Up to 01 Jun 2002 the language was called NSL (abbr. of 'New Programming Language). However after some thoughts it changed its name to Tensile which is an unobvious abbreviation of ThE New Scripting LanguagE. It was the only word that more or less fitted the primary abbreviation, and at the same time it reveals high flexibility and extensibility of the language.

The freshest downloads can be get from Savannah and ILI RAN. FTP access is available via sunsite.dk

The reference guide for Tensile is found here. Note it is incomplete; if you have questions, use Savannah mailing lists or feel free to mail me directly.

Basic features

There are three main concepts which make Tensile differ from other languages.

Automata

All the complex string translations (such as case mapping, converting from one encoding to another, producing collation sequences etc) are being done with the help of user-defined finite-state automata
*. Unlike many other languages, Tensile does not use Unicode internally, since IMHO it would greatly hurt portability and compactness (well, I may be wrong :).

Automata may be grouped into sequences where the output of one automaton is the input for another (similar to Unix pipes). Such sequences are further referred to as autoseqs


* More exactly, what is used in Tensile are pushdown transducers, not finite-state autotomata, but the former term is rarely used nowadays, so I used the latter as a more comprehensive one.

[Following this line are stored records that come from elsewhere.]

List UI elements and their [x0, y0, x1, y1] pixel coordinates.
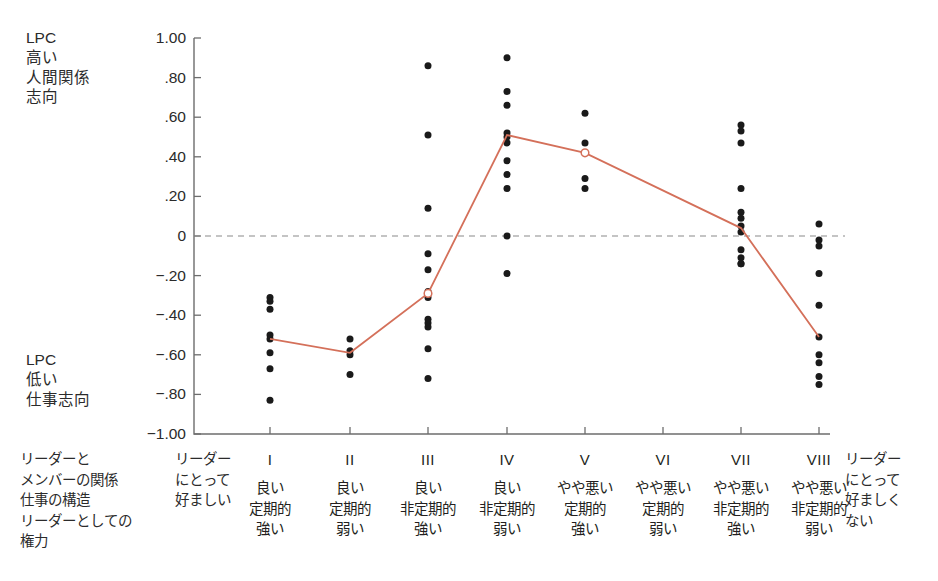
- column-relation-value: 良い: [305, 478, 395, 499]
- data-point: [582, 139, 589, 146]
- data-point: [816, 270, 823, 277]
- data-point: [738, 139, 745, 146]
- column-caption-iv: IV良い非定期的弱い: [462, 449, 552, 540]
- column-power-value: 強い: [383, 519, 473, 540]
- data-point: [816, 373, 823, 380]
- column-roman-numeral: III: [383, 449, 473, 470]
- data-point: [267, 365, 274, 372]
- column-relation-value: やや悪い: [696, 478, 786, 499]
- column-caption-i: I良い定期的強い: [225, 449, 315, 540]
- column-roman-numeral: VI: [618, 449, 708, 470]
- data-point: [816, 381, 823, 388]
- data-point: [504, 233, 511, 240]
- data-point: [425, 266, 432, 273]
- column-relation-value: やや悪い: [618, 478, 708, 499]
- column-power-value: 強い: [225, 519, 315, 540]
- data-point: [425, 324, 432, 331]
- data-point: [425, 205, 432, 212]
- column-power-value: 弱い: [774, 519, 864, 540]
- data-point: [504, 54, 511, 61]
- data-point: [738, 260, 745, 267]
- data-point: [582, 175, 589, 182]
- median-marker: [424, 290, 432, 298]
- factor-row-labels: リーダーと メンバーの関係 仕事の構造 リーダーとしての 権力: [20, 449, 132, 552]
- median-marker: [581, 149, 589, 157]
- data-point: [816, 221, 823, 228]
- data-point: [738, 246, 745, 253]
- data-point: [816, 242, 823, 249]
- column-relation-value: 良い: [462, 478, 552, 499]
- data-point: [582, 185, 589, 192]
- data-point: [738, 128, 745, 135]
- column-caption-vi: VIやや悪い定期的弱い: [618, 449, 708, 540]
- column-structure-value: 非定期的: [462, 499, 552, 520]
- column-structure-value: 定期的: [225, 499, 315, 520]
- column-structure-value: 定期的: [618, 499, 708, 520]
- data-point: [504, 102, 511, 109]
- data-point: [267, 397, 274, 404]
- data-point: [267, 298, 274, 305]
- data-point: [504, 88, 511, 95]
- column-roman-numeral: V: [540, 449, 630, 470]
- column-power-value: 弱い: [618, 519, 708, 540]
- data-point: [504, 185, 511, 192]
- column-relation-value: やや悪い: [774, 478, 864, 499]
- data-point: [267, 349, 274, 356]
- data-point: [504, 171, 511, 178]
- column-structure-value: 非定期的: [383, 499, 473, 520]
- data-point: [504, 270, 511, 277]
- data-point: [504, 157, 511, 164]
- figure-container: LPC 高い 人間関係 志向 LPC 低い 仕事志向 1.00.80.60.40…: [0, 0, 938, 581]
- column-roman-numeral: VII: [696, 449, 786, 470]
- data-point: [425, 62, 432, 69]
- data-point: [738, 185, 745, 192]
- data-point: [738, 215, 745, 222]
- data-point: [816, 302, 823, 309]
- favourable-label: リーダー にとって 好ましい: [175, 449, 231, 511]
- data-point: [425, 132, 432, 139]
- column-relation-value: やや悪い: [540, 478, 630, 499]
- data-point: [347, 335, 354, 342]
- data-point: [816, 351, 823, 358]
- median-trend-line: [270, 135, 819, 353]
- column-power-value: 弱い: [305, 519, 395, 540]
- column-power-value: 強い: [540, 519, 630, 540]
- data-point: [347, 371, 354, 378]
- column-structure-value: 定期的: [305, 499, 395, 520]
- data-point: [582, 110, 589, 117]
- data-point: [425, 250, 432, 257]
- column-power-value: 強い: [696, 519, 786, 540]
- column-caption-ii: II良い定期的弱い: [305, 449, 395, 540]
- column-roman-numeral: IV: [462, 449, 552, 470]
- column-structure-value: 非定期的: [696, 499, 786, 520]
- column-relation-value: 良い: [383, 478, 473, 499]
- column-caption-v: Vやや悪い定期的強い: [540, 449, 630, 540]
- column-caption-iii: III良い非定期的強い: [383, 449, 473, 540]
- column-roman-numeral: I: [225, 449, 315, 470]
- column-roman-numeral: II: [305, 449, 395, 470]
- column-power-value: 弱い: [462, 519, 552, 540]
- column-relation-value: 良い: [225, 478, 315, 499]
- column-caption-viii: VIIIやや悪い非定期的弱い: [774, 449, 864, 540]
- data-point: [816, 359, 823, 366]
- column-structure-value: 非定期的: [774, 499, 864, 520]
- data-point: [267, 306, 274, 313]
- column-roman-numeral: VIII: [774, 449, 864, 470]
- data-point: [425, 375, 432, 382]
- column-caption-vii: VIIやや悪い非定期的強い: [696, 449, 786, 540]
- data-point: [425, 345, 432, 352]
- column-structure-value: 定期的: [540, 499, 630, 520]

The idea was inspired by J. Plaice's and Y. Haralambous's Omega project, but the implementation qis at all different and shares no code with that.

Storages

Tensile does not have real structured data types (in principle, it has a single data type — a string). Their role is played by storages. A storage is an abstraction of a data collection with opaque internal structures. The user always operates with storages as sets of 'key-value' pairs, no matter whether in fact it is an array, a table (a dictionary), or an SQL query result — it's only the form of the key that differs. The user now may define her own storage types.

Streams

Tensile programs deal not with OS-level files, but with streams. A stream is thought of as a flow of raw text interlaced with markup tags. The exact way how those tags are formed is hidded with a stream driver, so that an application always deals with an HTML-like structures. As of now only plain-text and HTML stream drivers are implemented (and also special streams for CGI support). Besides, a user may define her own stream types by the means of the language itself.

Note that streams define only data layout not the way they're stored. For those stream types which do not impose the physical representation, the latter is determined by a flow which is analogous to a protocol prefix of an URL. Now the following flow types exist in the core: ordinary files, pipes and Tensile strings. Other flow types may be (and are) defined by extension modules and, with some limitations, by Tensile programs.

There are yet some things to be mentioned.

TO DO

A lot of things:


The author and maintainer of this project is Artem V. Andreev.